Bullseye

Word of the day

Today’s word of the day can be styled bull’s-eye, but the unhyphenated form is more common. Besides, stripping away the punctuation abstracts this compound (a bahuvrihi) from its constituent stems. Which is fitting: the pruned bullseye is more precise and on target.

I’ve had occasion to use two forms of bullseye, noun and interjection, at Kilowatt Bar in The Mission, San Francisco, California. A round-faced stranger challenged me to a friendly competition: closest to the bullseye buys a round. Thanks to an afternoon of practice, alcohol, and luck, I landed precisely on the red.

A number of sports commingle happenstance and hooch. Pro dartists tournament with a pint in hand. Bowlers (and bowling) are obviously improved with beer. Then of course there’s sloshball, where it’s right there on the tin:

Sloshball is kickball with beer. A keg is used in place of second base. When runners reach second base, they must finish a cup of beer before moving on to third. However, there is no force out at third base, so an unlimited number of people can be on second base drinking beer. Urban Dictionary

Bend the definition of sport and you’ll find even more spirit-friendly pastimes. I have never seen tabletop shuffleboard any place but a bar.
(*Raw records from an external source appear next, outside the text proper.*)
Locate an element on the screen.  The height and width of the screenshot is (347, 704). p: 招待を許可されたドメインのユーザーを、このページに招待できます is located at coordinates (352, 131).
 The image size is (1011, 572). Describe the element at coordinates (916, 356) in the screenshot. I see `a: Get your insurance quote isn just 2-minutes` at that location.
It’s unheard of to play cornhole (or suggest it) without being halfway in the tank. Even games catering to a less collegiate crowd, like bocce ball or croquet, are best paired with a negroni or a Pimm’s punch respectively.

More fundamental in drink-oriented contests are those that dispense with athleticism altogether. Games that add a ABV-based ticker to erstwhile innocuous activities like board games, cards, listening to Roxanne by The Police, or (admittedly not-that-innocuous) Never Have I Ever. All one needs for this category are a table and to be 19 years old.

Purer still is the game incited by the announcement, “Let’s do shots,” in a tavern. It’s less a request than a roll call for the meet.

There are immediate abstainers: the hungover and lily-livered. For the brave remainder, the second round is the selection of the spirit. Junior players will choose a shooter: technicolor potions composed of an unmemorable spirit, a memorable name, and lots of sugar. Not unlike the symptoms of binge drinking, shooter names are generally cutesy, sexual, or violent, viz., Polar Bear, Buttery Nipple, Kamikaze.

Senior players, made jagged by practice, know the correct option is tequila. The pause that refreshes. As the bartender collects the game pieces—salt to start the round, lime-pacifers to end it—even more players will drop out.

But even “shots” misses the mark by a hair.

The most distilled sport in the name of drink does not involve darts, or bean bags, or shouted woos in a dive.

It’s solitaire. No score kept, no nomenclature, no rules. Game play proceeds in isolation, even if there are other people around. There is one object. Bring the projectile to its target. To hit the bullseye. To plunge a dart of poison deep into the eye of the beast, and to draw blood.